Advice like “memorize five words and then drink coffee” is a subtle deception. In the end, it is nothing more than a micro-sized variation of "long-term investment," still relying on a long-term reward circuit that assumes ‘if I pile up words every single day like this, I will eventually become something in the future.’
To those whose trust in the future has completely collapsed and whose long-term imagination has been paralyzed, telling them to endure today’s pain for tomorrow’s grand success simply doesn’t work. Even without memorizing words, a much more powerful hit of dopamine pours over them in 0.5 seconds the moment they turn on their smartphone—so why on earth would they sit and wrestle with five seemingly useless words? If the paradigm remains the same—that one must expect a long-term reward in order to move—any methodology will ultimately just be running in place.
Stripping Away the Future, Leaving Only the "Scale of the Present"
If we accept this brutal mechanism, we shouldn’t be trying to learn how to act by imagining future rewards. Instead, we must remove the variable called "the future" from the equation entirely. Rather than chasing a grand goal of saving your future self, you should approach it by simply balancing the "quality" and "equilibrium" of the dopamine your brain consumes today.

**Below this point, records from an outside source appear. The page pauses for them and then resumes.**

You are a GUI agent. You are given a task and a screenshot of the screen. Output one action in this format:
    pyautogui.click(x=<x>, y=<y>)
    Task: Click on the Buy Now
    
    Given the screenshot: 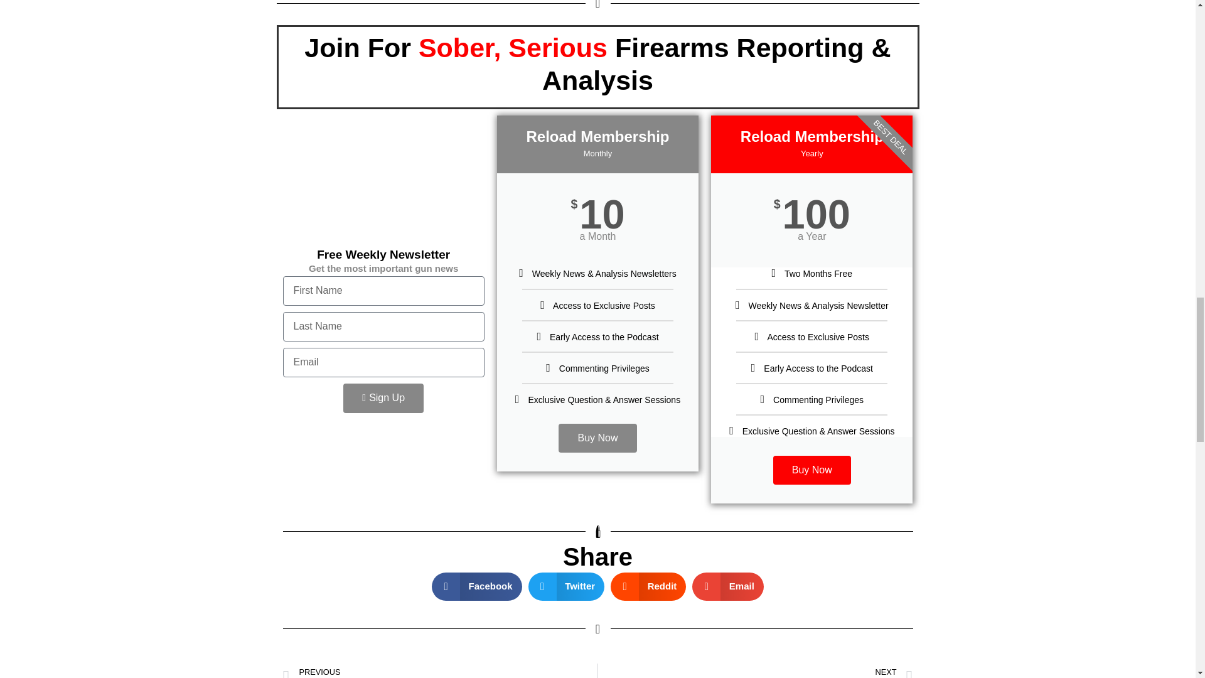 What is the action you would take?
    pyautogui.click(x=812, y=469)
    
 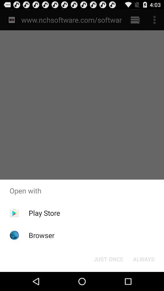 What do you see at coordinates (44, 213) in the screenshot?
I see `tap play store icon` at bounding box center [44, 213].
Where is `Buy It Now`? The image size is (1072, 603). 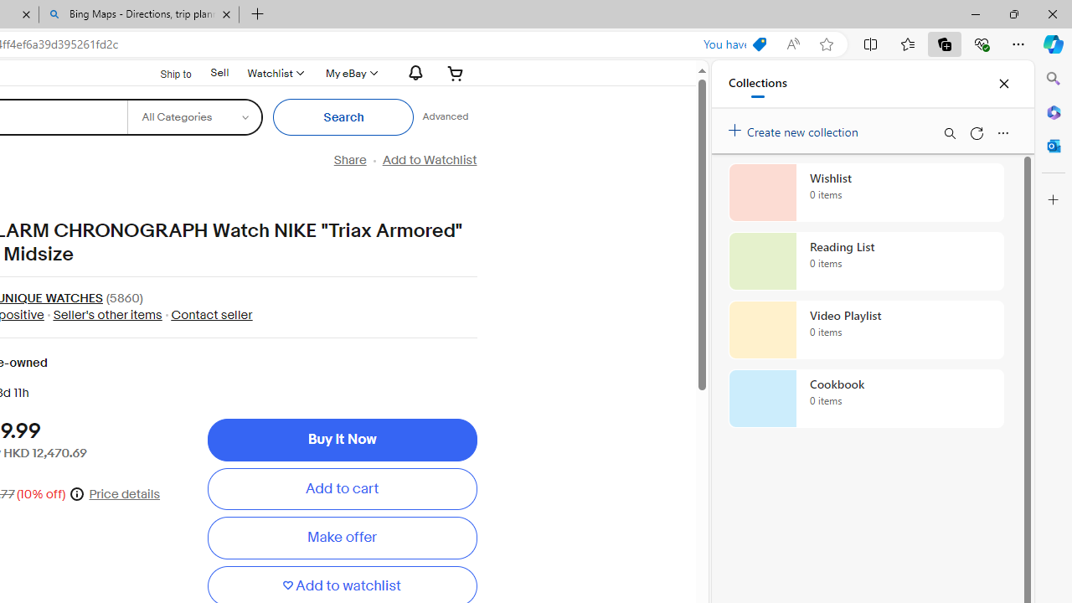 Buy It Now is located at coordinates (342, 439).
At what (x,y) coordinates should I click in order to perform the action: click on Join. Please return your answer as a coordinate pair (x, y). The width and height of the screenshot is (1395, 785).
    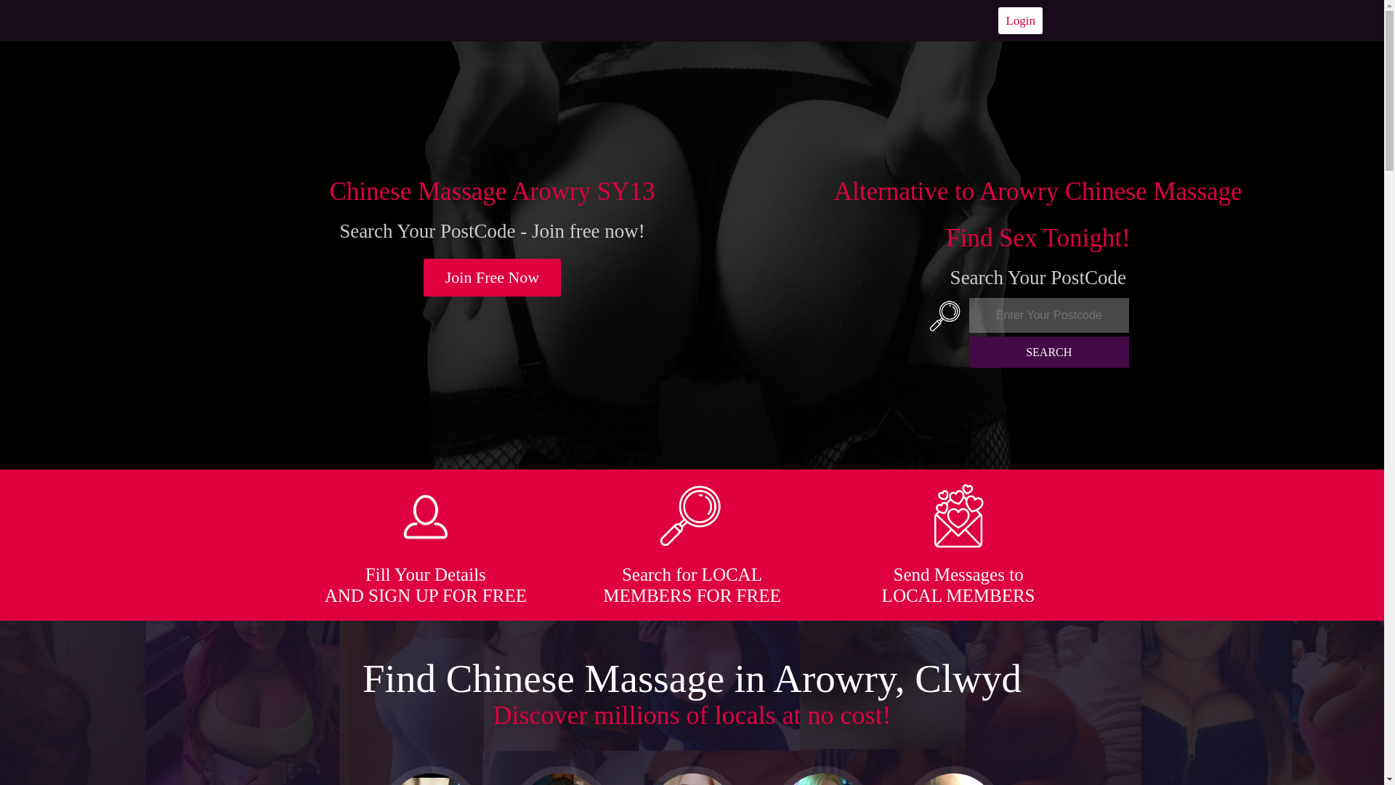
    Looking at the image, I should click on (493, 278).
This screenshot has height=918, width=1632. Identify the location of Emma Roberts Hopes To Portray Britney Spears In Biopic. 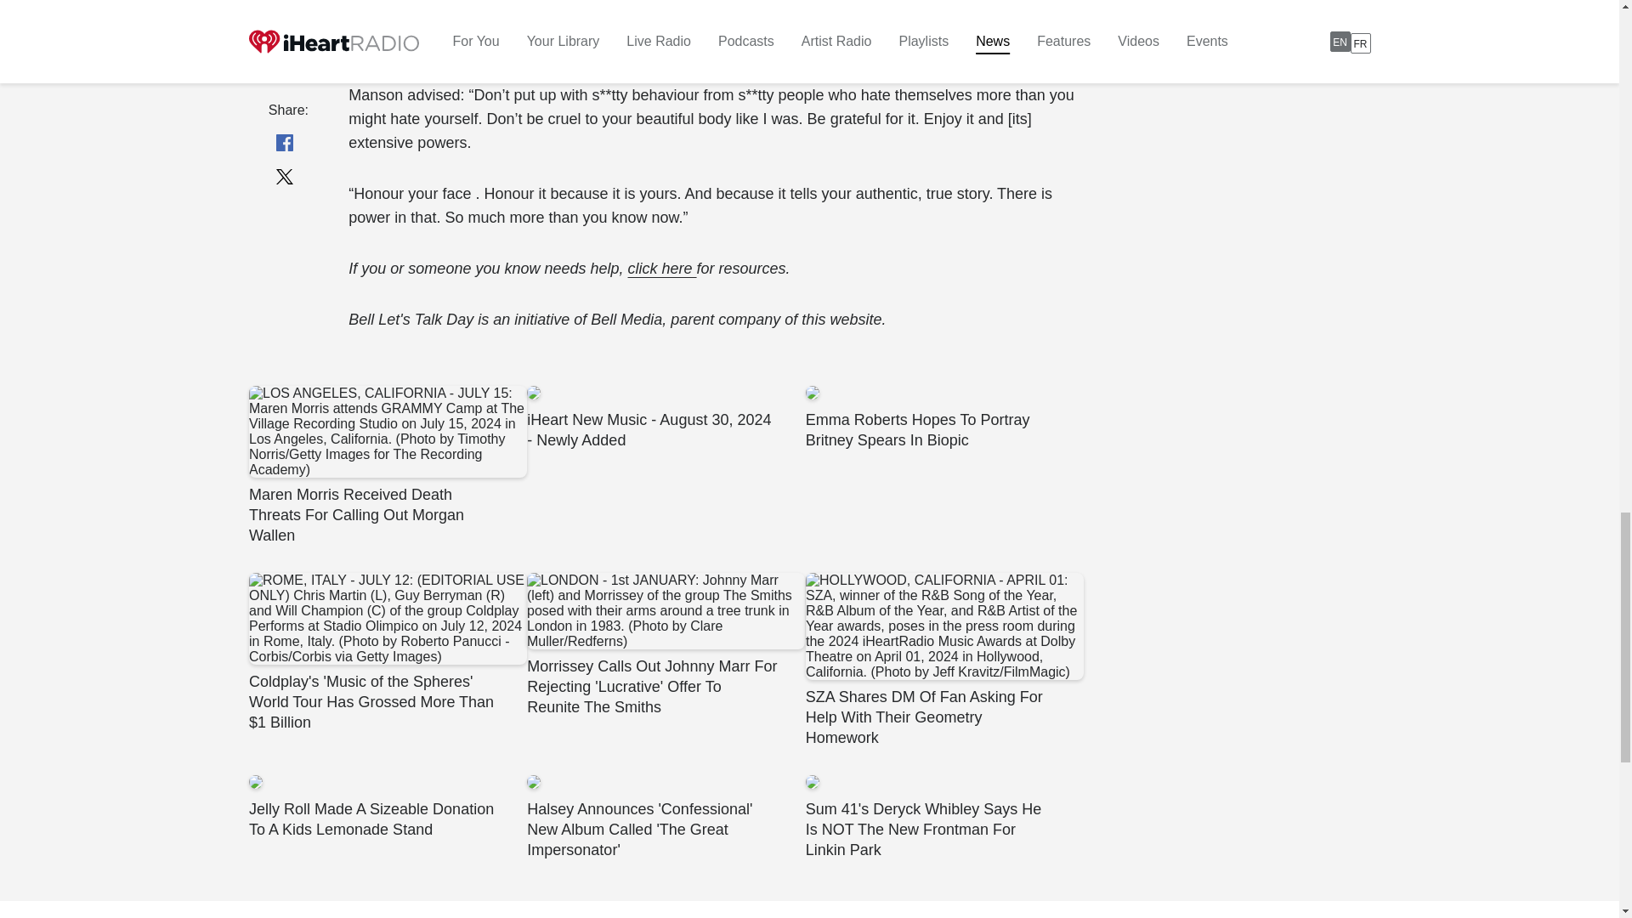
(944, 418).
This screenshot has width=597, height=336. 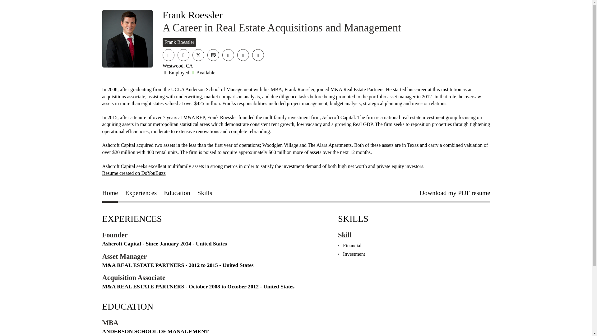 I want to click on Skills, so click(x=205, y=194).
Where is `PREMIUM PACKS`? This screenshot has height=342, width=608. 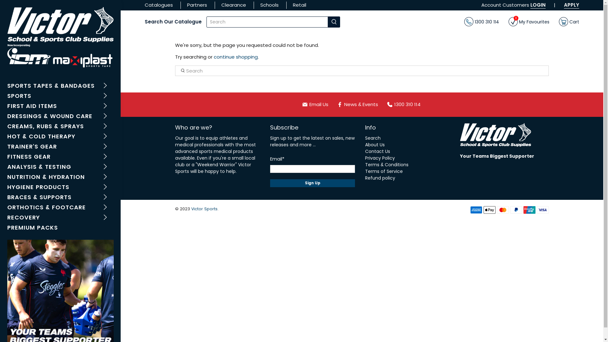
PREMIUM PACKS is located at coordinates (60, 228).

The real reason smartphone addiction is terrifying is not that it steals your time. It is because it reduces your prefrontal cortex’s cognitive capacity to absolute zero, leaving behind not even the bare minimum of bioenergy required to move your body.
Therefore, what we must do is not study for some long-term investment, but minutely disrupt the monopoly of dopamine that our smartphone has seized.
Not "Productive Work," but "Less Harmful Zero-Stimulation"
Do not struggle to do things that will benefit your future (such as studying or exercising). It won’t work anyway. Instead, forcing a mere 5 minutes of "zero-stimulation time"—where you tear your eyes away from the screen and hand your brain absolutely no reward—is the only realistic way to create a crack in the system.
These actions will bring absolutely no benefit to your future. There is no need to imagine long-term rewards. They are merely a "cooling time" to momentarily soothe a brain on the verge of exploding from an overload of immediate dopamine.
When the Brain Discovers an Infinitesimal Empty Space
Long-term investment is not something you do because you force yourself to; it is an energy that naturally overflows once the brain secures some breathing room. In a brain packed 24/7 with short-form videos and games, there is simply no room for a new desire to enter.
What we can do is not dream of a future, but momentarily turn off the faucet of high-efficiency dopamine that is currently hijacking our brain. Inside that microscopic empty space, within that very silence, a primitive level of movement finally sparks: "Since sitting around doing nothing is even more boring than looking at my phone, maybe I’ll scribble something down."
It is okay if you cannot imagine a future. After all, it is only natural that tomorrow is invisible when you are stuck in the mud. What we need is not some macroscopic trajectory of life, but a micro-sized sense of relief before falling asleep tonight: "Today, my brain was not completely pickled by my smartphone; it managed to rest for at least 10 minutes." That, and that alone, is enough.